The implication here is that Bill Clinton is about to come roaring back into the public consciousness. But did he ever really leave it? Take a good look at the coverage of the White House race and how the media is shaping the narrative, and a curious pattern begins to emerge. Clinton is everywhere—and I don't mean the memoir. In ways both obvious and subtle, he's the defining figure of this campaign, the template for coverage of both President Bush and Kerry.

In addition to the usual questions that frame all presidential campaigns—Who's better qualified? Who's up in the polls?—this time we have a new question: Which one of these guys is Clinton? In that shadow race, which in some ways is more interesting than the actual one, Bush and Kerry are currently running neck and neck.

Last Sunday, for instance, Maureen Dowd turned in one of those scorchers she used to come up with all the time. For some reason, Bush hasn't been quite the muse for her that Clinton was—until now. The column was a series of deadpan statements about life in an awful place called "Bushworld," where hypocrisy is king:

"In Bushworld, our troops go to war and get killed, but you never see the bodies coming home.... In Bushworld, we can create an exciting Iraqi democracy as long as it doesn't control its own military, pass any laws, or have any power.... In Bushworld, you get to strut around like a tough military guy and paint your rival as a chicken hawk, even though he's the one who won medals in combat and was praised by his superior officers for fulfilling all his obligations."

Moving through this litany was like beaming straight back to one of Michael Kelly's old columns about Clinton. Remember? Thanks to the Iraq war, the 9/11 investigation, and other Bush messes, this White House has started to feel like the Clinton White House circa 1997, lousy with potential scandals, a big media playground. Bush's shaky, who-am-I? performance at the press conference a few weeks ago may not have cost him in the polls, and the news coverage was bizarrely positive. But afterward, in private, it was all Washington media folk could talk about. The war story has located this president's tragic flaws. They're not the same as Clinton's flaws, but there are common threads—the arrogance, the recklessness—and the media know it.

Meanwhile, there's another promising candidate for the Clinton role. When Kerry had his dust-up this week over the Vietnam medals (or ribbons) that he may (or may not) have thrown over the fence, depending on when you ask him (and why)—well, we were right back with Clinton again and his Vietnam deferment. Kerry fought in the war, but like the ex-president, he seems to have spent a lifetime wormishly framing and reframing that period to maintain his political viability. The tape of Kerry on a forgotten TV show called Viewpoints was utterly Clintonistic. The only mystery was why ABC's Charlie Gibson didn't press him harder, as in: "You lied about the medals back then, didn't you, senator? Why?" At least Kerry played his assigned part. His Web site chalked the controversy up to a "Right-Wing Fiction." His people must have left out the words "vast" and "conspiracy" just to confuse us.
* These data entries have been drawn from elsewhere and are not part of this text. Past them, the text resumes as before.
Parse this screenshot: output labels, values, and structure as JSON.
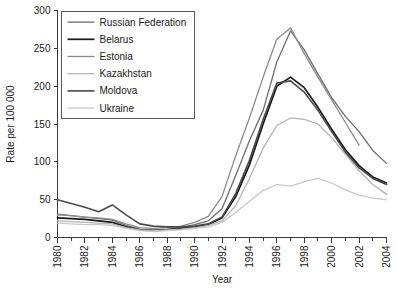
{
  "chart_data": {
    "type": "line",
    "title": "",
    "xlabel": "Year",
    "ylabel": "Rate per 100 000",
    "xlim": [
      1980,
      2004
    ],
    "ylim": [
      0,
      300
    ],
    "yticks": [
      0,
      50,
      100,
      150,
      200,
      250,
      300
    ],
    "xticks": [
      1980,
      1982,
      1984,
      1986,
      1988,
      1990,
      1992,
      1994,
      1996,
      1998,
      2000,
      2002,
      2004
    ],
    "xminor": [
      1981,
      1983,
      1985,
      1987,
      1989,
      1991,
      1993,
      1995,
      1997,
      1999,
      2001,
      2003
    ],
    "grid": false,
    "legend_position": "top-left",
    "x": [
      1980,
      1981,
      1982,
      1983,
      1984,
      1985,
      1986,
      1987,
      1988,
      1989,
      1990,
      1991,
      1992,
      1993,
      1994,
      1995,
      1996,
      1997,
      1998,
      1999,
      2000,
      2001,
      2002,
      2003,
      2004
    ],
    "series": [
      {
        "name": "Russian Federation",
        "color": "#6e6e6e",
        "width": 1.3,
        "values": [
          31,
          29,
          27,
          25,
          23,
          16,
          11,
          10,
          11,
          13,
          17,
          22,
          38,
          82,
          128,
          168,
          232,
          273,
          248,
          216,
          185,
          160,
          140,
          115,
          98
        ]
      },
      {
        "name": "Belarus",
        "color": "#1a1a1a",
        "width": 1.7,
        "values": [
          26,
          25,
          24,
          22,
          20,
          14,
          10,
          9,
          10,
          12,
          14,
          17,
          26,
          54,
          96,
          150,
          200,
          212,
          198,
          172,
          143,
          116,
          95,
          80,
          72
        ]
      },
      {
        "name": "Estonia",
        "color": "#8c8c8c",
        "width": 1.3,
        "values": [
          30,
          29,
          27,
          26,
          24,
          18,
          13,
          12,
          13,
          15,
          20,
          28,
          54,
          108,
          158,
          212,
          262,
          277,
          243,
          212,
          182,
          152,
          122,
          null,
          null
        ]
      },
      {
        "name": "Kazakhstan",
        "color": "#b4b4b4",
        "width": 1.3,
        "values": [
          22,
          21,
          20,
          19,
          18,
          13,
          10,
          9,
          10,
          11,
          13,
          16,
          22,
          42,
          78,
          118,
          148,
          158,
          156,
          150,
          132,
          110,
          88,
          70,
          57
        ]
      },
      {
        "name": "Moldova",
        "color": "#4a4a4a",
        "width": 1.6,
        "values": [
          50,
          45,
          40,
          34,
          43,
          30,
          18,
          15,
          14,
          14,
          15,
          18,
          27,
          58,
          102,
          156,
          204,
          207,
          192,
          168,
          140,
          113,
          92,
          78,
          70
        ]
      },
      {
        "name": "Ukraine",
        "color": "#c8c8c8",
        "width": 1.3,
        "values": [
          19,
          18,
          17,
          17,
          16,
          12,
          9,
          8,
          9,
          10,
          12,
          14,
          20,
          33,
          48,
          62,
          70,
          68,
          74,
          78,
          72,
          63,
          56,
          52,
          50
        ]
      }
    ]
  },
  "legend": {
    "entries": [
      {
        "label": "Russian Federation"
      },
      {
        "label": "Belarus"
      },
      {
        "label": "Estonia"
      },
      {
        "label": "Kazakhstan"
      },
      {
        "label": "Moldova"
      },
      {
        "label": "Ukraine"
      }
    ]
  }
}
Sure, it's painful for the country to have to delve into this stuff again—squishy character questions, finger-pointing about the past, musty tapes, alleged lies. But the Clinton Narrative demands it. As with Clinton, it's a messy business, but it winds up revealing a lot about who these people really are.

Go through the campaign news each day and you keep tripping over Clinton. He's a prism, a crystal ball, a cudgel. "Ex-President Bush Likens Kerry, Clinton," said a headline on USAToday.com a few weeks ago. "In Minn., Bush Takes a Cue From Clinton," announced a Washington Post story this week about one of the president's new campaign tactics. "$1,000 Haircut? Kerry Flies In Hairdresser for Touch-Up Before Meet the Press," blared the Drudge Report the same day—and within hours the allegation was a Leno joke, as in Clinton times.

And Kerry and Bush each have their own Hillary. Kerry's, naturally enough, is his wife, Teresa, whose refusal to open her tax returns looks and feels more and more like Hillary's commodities-trading stonewall. She's the one with the money, not him, and she's not talking. You just know Teresa's pink-lady moment is coming; it's a matter of choosing the right forum. Barbara, Diane, or Katie?

Bush's Hillary is Dick Cheney—the dark partner skulking in the background, all Strangelovian ambition, pulling levers, sharpening knives. This week, when the Supreme Court heard arguments in the case of Cheney's secret energy task force, National Public Radio noted the "ironic" fact that Mrs. Clinton had faced a similar challenge to the secrecy of her health care task force, from one of the very groups now suing Cheney.

But these echoes aren't ironic at all. Because Clinton is forever.